Exceptional Development: Psychological Disorders that Affect Children

Disorders are classified as conduct disorders and deficit/hyperactivity disorder.

Conduct Disorder
- This manifest in repetitive and persistent pattern of behavior where a young person transgresses
on the basic rights of others or violates societal norms or rules. This is considered a disorder of
under control.
- Socialized Conduct Disorder: it happens when a young person in the company of peers shows
a misconduct behavior.
- Unsocialized Conduct Disorder: it happens when the behavior occurs primarily when the child
is alone.

Attention deficit/hyperactivity disorder (ADHD)

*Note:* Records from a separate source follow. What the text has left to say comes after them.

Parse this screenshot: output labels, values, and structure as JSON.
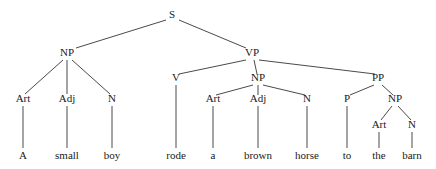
{
  "figure": {
    "sentence": "A small boy rode a brown horse to the barn",
    "background_color": "#ffffff",
    "line_color": "#4a4a4a",
    "text_color": "#1a1a1a"
  },
  "nodes": [
    {
      "id": "s",
      "label": "S",
      "x": 172,
      "y": 18,
      "kind": "nonterminal"
    },
    {
      "id": "np1",
      "label": "NP",
      "x": 67,
      "y": 56,
      "kind": "nonterminal"
    },
    {
      "id": "vp",
      "label": "VP",
      "x": 252,
      "y": 56,
      "kind": "nonterminal"
    },
    {
      "id": "art1",
      "label": "Art",
      "x": 23,
      "y": 102,
      "kind": "preterminal"
    },
    {
      "id": "adj1",
      "label": "Adj",
      "x": 67,
      "y": 102,
      "kind": "preterminal"
    },
    {
      "id": "n1",
      "label": "N",
      "x": 112,
      "y": 102,
      "kind": "preterminal"
    },
    {
      "id": "v",
      "label": "V",
      "x": 176,
      "y": 81,
      "kind": "preterminal"
    },
    {
      "id": "np2",
      "label": "NP",
      "x": 258,
      "y": 81,
      "kind": "nonterminal"
    },
    {
      "id": "pp",
      "label": "PP",
      "x": 378,
      "y": 81,
      "kind": "nonterminal"
    },
    {
      "id": "art2",
      "label": "Art",
      "x": 213,
      "y": 102,
      "kind": "preterminal"
    },
    {
      "id": "adj2",
      "label": "Adj",
      "x": 258,
      "y": 102,
      "kind": "preterminal"
    },
    {
      "id": "n2",
      "label": "N",
      "x": 307,
      "y": 102,
      "kind": "preterminal"
    },
    {
      "id": "p",
      "label": "P",
      "x": 347,
      "y": 102,
      "kind": "preterminal"
    },
    {
      "id": "np3",
      "label": "NP",
      "x": 395,
      "y": 102,
      "kind": "nonterminal"
    },
    {
      "id": "art3",
      "label": "Art",
      "x": 379,
      "y": 128,
      "kind": "preterminal"
    },
    {
      "id": "n3",
      "label": "N",
      "x": 412,
      "y": 128,
      "kind": "preterminal"
    }
  ],
  "leaves": [
    {
      "id": "w-a",
      "label": "A",
      "x": 23,
      "y": 159
    },
    {
      "id": "w-small",
      "label": "small",
      "x": 67,
      "y": 159
    },
    {
      "id": "w-boy",
      "label": "boy",
      "x": 112,
      "y": 159
    },
    {
      "id": "w-rode",
      "label": "rode",
      "x": 176,
      "y": 159
    },
    {
      "id": "w-a2",
      "label": "a",
      "x": 213,
      "y": 159
    },
    {
      "id": "w-brown",
      "label": "brown",
      "x": 258,
      "y": 159
    },
    {
      "id": "w-horse",
      "label": "horse",
      "x": 307,
      "y": 159
    },
    {
      "id": "w-to",
      "label": "to",
      "x": 347,
      "y": 159
    },
    {
      "id": "w-the",
      "label": "the",
      "x": 379,
      "y": 159
    },
    {
      "id": "w-barn",
      "label": "barn",
      "x": 412,
      "y": 159
    }
  ],
  "edges": [
    {
      "id": "e-s-np1",
      "from": "S",
      "to": "NP",
      "x1": 166,
      "y1": 20,
      "x2": 76,
      "y2": 48
    },
    {
      "id": "e-s-vp",
      "from": "S",
      "to": "VP",
      "x1": 179,
      "y1": 20,
      "x2": 246,
      "y2": 48
    },
    {
      "id": "e-np1-art1",
      "from": "NP",
      "to": "Art",
      "x1": 63,
      "y1": 60,
      "x2": 25,
      "y2": 94
    },
    {
      "id": "e-np1-adj1",
      "from": "NP",
      "to": "Adj",
      "x1": 67,
      "y1": 60,
      "x2": 67,
      "y2": 94
    },
    {
      "id": "e-np1-n1",
      "from": "NP",
      "to": "N",
      "x1": 72,
      "y1": 60,
      "x2": 110,
      "y2": 94
    },
    {
      "id": "e-vp-v",
      "from": "VP",
      "to": "V",
      "x1": 246,
      "y1": 60,
      "x2": 179,
      "y2": 74
    },
    {
      "id": "e-vp-np2",
      "from": "VP",
      "to": "NP",
      "x1": 254,
      "y1": 60,
      "x2": 257,
      "y2": 74
    },
    {
      "id": "e-vp-pp",
      "from": "VP",
      "to": "PP",
      "x1": 259,
      "y1": 60,
      "x2": 375,
      "y2": 74
    },
    {
      "id": "e-np2-art2",
      "from": "NP",
      "to": "Art",
      "x1": 253,
      "y1": 85,
      "x2": 216,
      "y2": 95
    },
    {
      "id": "e-np2-adj2",
      "from": "NP",
      "to": "Adj",
      "x1": 258,
      "y1": 85,
      "x2": 258,
      "y2": 95
    },
    {
      "id": "e-np2-n2",
      "from": "NP",
      "to": "N",
      "x1": 263,
      "y1": 85,
      "x2": 305,
      "y2": 95
    },
    {
      "id": "e-pp-p",
      "from": "PP",
      "to": "P",
      "x1": 374,
      "y1": 85,
      "x2": 350,
      "y2": 95
    },
    {
      "id": "e-pp-np3",
      "from": "PP",
      "to": "NP",
      "x1": 382,
      "y1": 85,
      "x2": 393,
      "y2": 95
    },
    {
      "id": "e-np3-art3",
      "from": "NP",
      "to": "Art",
      "x1": 392,
      "y1": 106,
      "x2": 381,
      "y2": 120
    },
    {
      "id": "e-np3-n3",
      "from": "NP",
      "to": "N",
      "x1": 398,
      "y1": 106,
      "x2": 411,
      "y2": 120
    },
    {
      "id": "e-art1-a",
      "from": "Art",
      "to": "A",
      "x1": 23,
      "y1": 106,
      "x2": 23,
      "y2": 148
    },
    {
      "id": "e-adj1-small",
      "from": "Adj",
      "to": "small",
      "x1": 67,
      "y1": 106,
      "x2": 67,
      "y2": 148
    },
    {
      "id": "e-n1-boy",
      "from": "N",
      "to": "boy",
      "x1": 112,
      "y1": 106,
      "x2": 112,
      "y2": 148
    },
    {
      "id": "e-v-rode",
      "from": "V",
      "to": "rode",
      "x1": 176,
      "y1": 85,
      "x2": 176,
      "y2": 148
    },
    {
      "id": "e-art2-a2",
      "from": "Art",
      "to": "a",
      "x1": 213,
      "y1": 106,
      "x2": 213,
      "y2": 148
    },
    {
      "id": "e-adj2-brown",
      "from": "Adj",
      "to": "brown",
      "x1": 258,
      "y1": 106,
      "x2": 258,
      "y2": 148
    },
    {
      "id": "e-n2-horse",
      "from": "N",
      "to": "horse",
      "x1": 307,
      "y1": 106,
      "x2": 307,
      "y2": 148
    },
    {
      "id": "e-p-to",
      "from": "P",
      "to": "to",
      "x1": 347,
      "y1": 106,
      "x2": 347,
      "y2": 148
    },
    {
      "id": "e-art3-the",
      "from": "Art",
      "to": "the",
      "x1": 379,
      "y1": 132,
      "x2": 379,
      "y2": 148
    },
    {
      "id": "e-n3-barn",
      "from": "N",
      "to": "barn",
      "x1": 412,
      "y1": 132,
      "x2": 412,
      "y2": 148
    }
  ]
}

- It is a persistent pattern of inattention and hyperactivity or impulsivity that is far excess if such
behaviors observed in children in various stages of development.
- This disorder creates difficulties in relating to people at home, in the classroom and in the peer
group. The overcontrolled disorders have adverse effect on the child himself. The child with this
disorder is characterized as withdrawn, passive, disinterested in things and in people, in general,
not the happy child a parent would want to have.

Phobias
- It is learned through association of the experience of being in a state of fear with a specific
stimulus. These phobias are usually learned and will need therapeutic interventions to unlearn
the association.

Anxiety Disorder
- These are characterized by feeling of apprehension and low self-confidence that may be felt
through the adult years. This disorder associated with moods are the most common type of
mental difficulty.
- Depression, one kind of this disorder which is higher in the early adulthood that in adolescence
or middle age.
- It is important to remember that under-controlling and over-controlling behaviors occur together.
Children with aggressive behavior may also experience depression. Comorbidity is the term
used to describe this co-occurrence of two or more problem behaviors.